A Brink’s-Mat heist ringleader has died having never collected his share of Britain’s biggest-ever robbery.
Micky McAvoy passed away aged 70 in South London following a long illness.
A senior detective who worked on the case said on Friday that McAvoy was cheated out of the spoils of the £26million robbery by M25 killer Kenneth Noye and other villains.
Around half of the haul, worth over £100million today, has never been traced.
Veteran boxing trainer Peter Fury, uncle of heavyweight champion Tyson, posted a tribute online on New Year’s Day next to a picture of them both: “My true friend for 30yrs gave up his battle last night to be with his loving wife Kathy , your [sic] together now, love you both beyond life, until we walk together again. Micky Mcavoy RIP.”
McAvoy had been living in Spain following his release from prison 22 years ago.
His death comes as a new six part BBC drama is due to be broadcast next month about the crime.
Hugh Bonneville, Jack Lowden and Dominic Cooper star in The Gold which follows the decades-long aftermath of what has been described as “the crime of the century”.
The robbery was executed by a gang of six, who expected to find £3 million in cash but instead discovered three tons of gold, 6,800 bars of it, packed into 76 cardboard boxes in the Heathrow warehouse.

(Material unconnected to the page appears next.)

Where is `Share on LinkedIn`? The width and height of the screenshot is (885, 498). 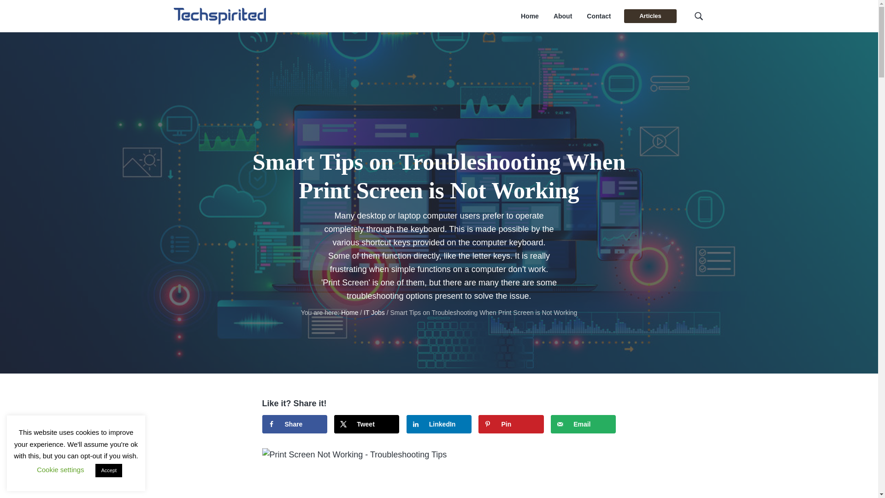
Share on LinkedIn is located at coordinates (439, 424).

Only three men - McAvoy, mastermind Brian Robinson, nicknamed “The Colonel”, and his brother-in-law Anthony Black, a security guard at the unit - were convicted of carrying out the robbery on November 26, 1983.
They had revealed too much inside knowledge during the raid and detectives quickly uncovered the link between Robinson and Black.
Officers arrested McAvoy and Robinson a few days later after Black spilled the beans.
McAvoy, described as “The Bully” by the guards, was picked out in an ID parade.
He and Robinson both got 25 years, and Black got six years.
Noye, 75, was later jailed for 14 years for handling the gold alongside Hatton Garden mastermind Brian Reader, 83, who was handed an eight year sentence.
The pair were cleared of the 1985 stabbing of undercover officer John Fordham in the grounds of Noye’s home in West Kingsdown, Kent. Noye had told the jury he had acted in self defence.The retired detective said: “McAvoy was our initial target before Noye.
Micky was a foot soldier, had he joined the army he would have made a good special forces operative.
“He was robbed by those who realised the gold into cash and assets. Noye and others in this gold conduit took his share.”
South London minicab firm boss Brian Perry had been entrusted with the gold. He recruited Noye along with bent financier Gordon Parry and crooked solicitor Michael Relton.
It was siphoned into offshore accounts before being invested in British property.
Noye allegedly salted away £5million he and Reader raised laundering the proceeds.
Perry was jailed in 1992 for nine years for handling the gold, while Relton got 12 years and Parry ten.
Perry was shot dead outside his Bermondsey minicab office in 2001. Robinson and McAvoy had been freed from prison the year before.
While wanted for the 1996 M25 road-rage murder of Stephen Cameron, Noye fled to France by helicopter then on to Spain in a private jet. When caught on the Costa del Sol in 1998 he was driving a £15,000 4x4 and owned a house reportedly worth £500,000.
Noye was released in 2019.
Robinson died in a South London nursing home last year aged 76 following a long illness.